3. Going into danger.The descent into Egypt was attended by special hazard, being calculated not only to endanger the life of Abram himself, but also to jeopardize the chastity of Sarai, and, as a consequence, to imperil the fulfillment of God’s promise. Yet this very course of action was adopted, notwithstanding its peculiar risks; another sign that Abram was going down the gradient of sin. Besides being in itself wrong to court injury to our own persons, to expose to hurt those we should protect, or occupy positions that render the fulfillment of God’s promises dubious, no one who acts in either of these ways need anticipate the Divine favor or protection. Saints who rush with open eyes into peril need hardly look for God to lift them out.

4. Resorting to worldly policy.Had Abram and Sarai felt persuaded in their own minds that the proposed journey southwards entirely met the Divine approval, they would simply have committed their way to God without so much as thinking of c, crooked ways.” But instead they have recourse to a miserable little subterfuge of their own, in the shape of a specious equivocation, forgetting that he who trusts in his own heart is a fool, and that only they whom God keeps are perfectly secure.

5. Practicing deception.Cunningly concocted, the little scheme was set in operation. Crossing into Egypt, the Mesopotamian sheik and his beautiful partner represented themselves as brother and sister. It is a melancholy indication of spiritual declension when a saint condescends to equivocate, and a deplorable proof of obliquity of moral vision when he trusts to a lie for protection.

6. Looking after self.Anxious about his wife’s chastity, the patriarch, it would appear, was much more solicitous about his own safety.
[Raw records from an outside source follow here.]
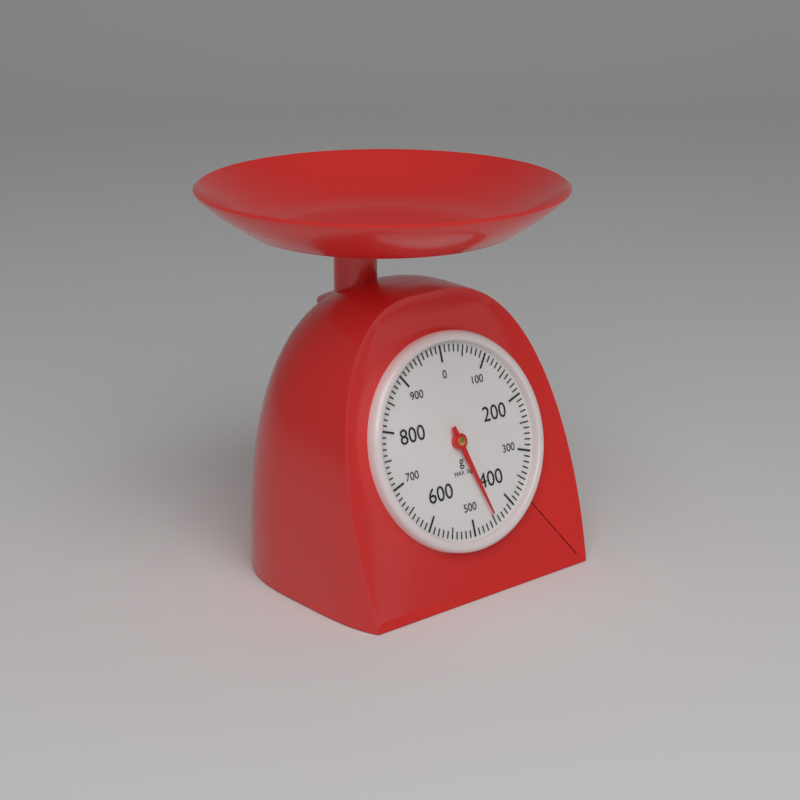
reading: 450 g
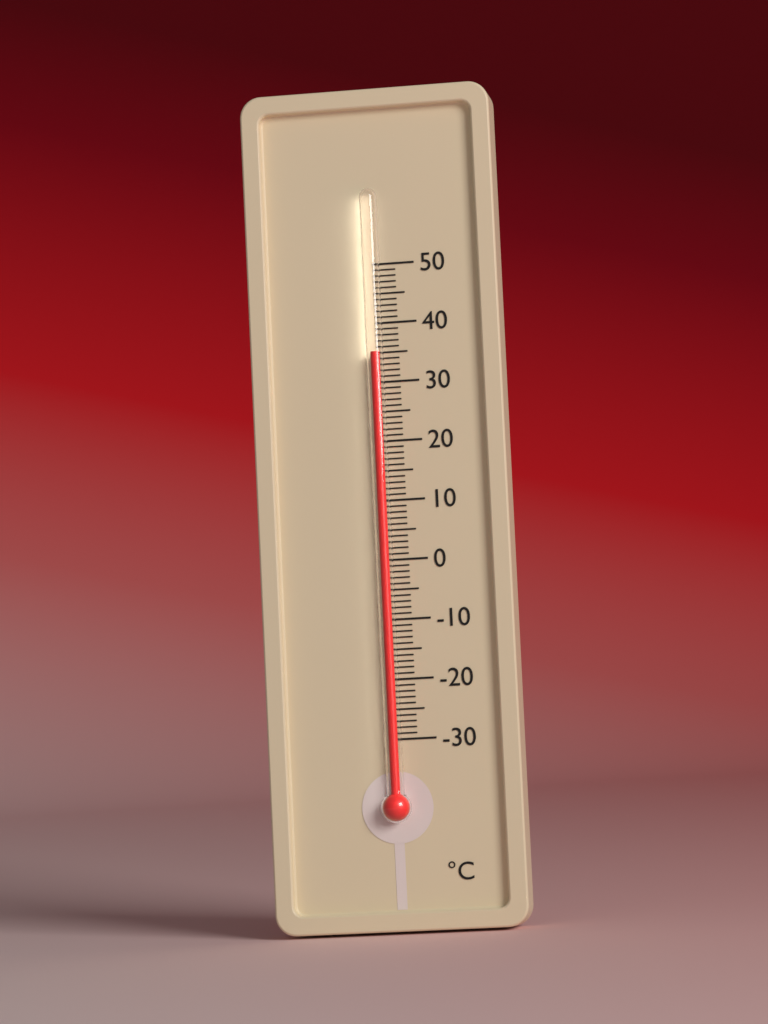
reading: 35 °C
The tendency of sin is to render selfish; the spirit of religion ever leads men to prefer the interests of others to their own, and in particular to esteem a wife’s happiness and comfort dearer than life.

7. Caught in his own toils.The thing which Abram feared actually came upon him. Sarai’s beauty was admired and coveted, and Sarai’s person was conducted to the royal harem. So God frequently “disappoints the devices of the crafty,” allows transgressors to be taken in their own net, and causes worldly policy to outwit itself.
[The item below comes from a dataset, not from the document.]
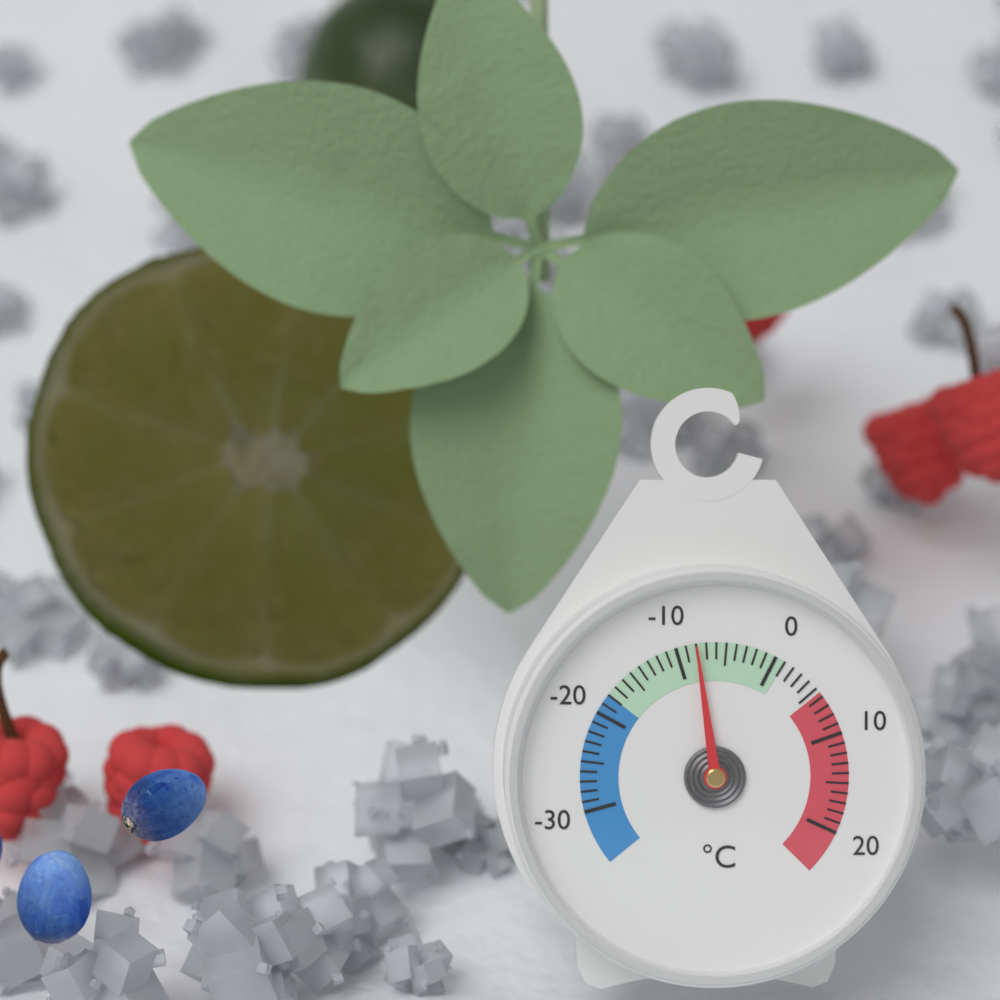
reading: -8 °C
If you are somewhat familiar with the Bible, this entire event may feel like foreshadowing. Father Abraham experiences something like a proto-Exodus from Egypt.

Professor Christopher Levin writes a fascinating article on that topic HERE. I will share a bit of it below. I highly encourage reading the article in its entirety.

The sister-wife story of Abraham and Sarah in Egypt reworks the sister-wife story of Isaac and Rebekah in Gerar. The passage is an intertextual bricolage, composed to have Abraham, the paradigmatic “first Israelite,” personally experience the nation’s core redemptive event.Prof.Christoph LevinPrint

Abraham and Sarah in Egypt: A Story Composed to Prefigure the Exodus

Stories of Prefiguration

The Bible expresses the interdependence of Israel’s past and present in writing tales of the great ancestor figures, Abraham, Jacob, Moses, David, etc., in such a way as to prefigure what will be in later times. The rabbis even categorize this as a principle: כל מה שאירע לאבות סימן לבנים “everything that happens to the ancestors is a sign for their descendants.”[1]

The story of Abraham’s migration to Egypt in Genesis 12 (vv. 10–20) is a particularly strong example of this principle. Some midrashim recognised that the story anticipates the later fate of the people of God even in its details. כל מה שכתוב באבינו אברהם כתוב בבניו “Everything written in connection with our father Abraham is written in connection with his children,” says Genesis Rabbah 40:6, offering no fewer than eleven instances illustrating this principle.